On the Sublime/Analysis
ANALYSIS
The Treatise on the Sublime may be divided into six Parts, as follows:—
II.—cc. iii-v. [The beginning lost.] Vices of Style opposed to the Sublime: Affectation, Bombast, False Sentiment, Frigid Conceits. The cause of such defects.
III.—cc. vi, vii. The true Sublime, what it is, and how distinguishable.
IV.—cc. viii-xl. Five Sources of the Sublime (how Sublimity is related to Passion, c. viii, §§ 2-4).
- a. As the natural outcome of nobility of soul.
Examples (c. ix).
- a. As the natural outcome of nobility of soul.
- b. Choice of the most striking circumstances.
Sappho’s Ode (c. x).
- b. Choice of the most striking circumstances.
- e. Imagery (c. xv).
(iii.) Figures of Speech (cc. xvi-xxix).
b. Rhetorical Question (c. xviii).
d. Hyperbaton (c. xxii).
e. Changes of Number, Person, Tense, etc. (cc. xxiii-xxvii).

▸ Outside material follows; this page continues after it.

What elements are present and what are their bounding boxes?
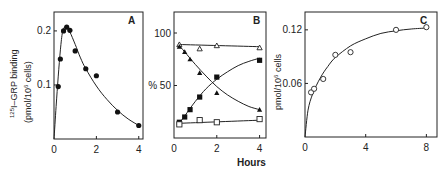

(iv.) Graceful Expression (cc. xxx-xxxii and xxxvii, xxxviii).
b. Ornaments of Style (cc. xxxi, xxxii and xxxvii, xxxviii).
(β) Metaphors; accumulated; extract from the Timaeus; abuse of Metaphors; certain tasteless conceits blamed in Plato (c. xxxii).
(γ) Comparisons and Similes [lost] (c. xxxvii).
(δ) Hyperbole (c. xxxviii).
(i.) Abuse of Rhythm (ii.) Broken and Jerky Clauses (cc. xli, xlii). (iii.) Undue Prolixity xliii).(iv.) Improper Use of Familiar Words. Anti-climax. Example from Theopompus (c.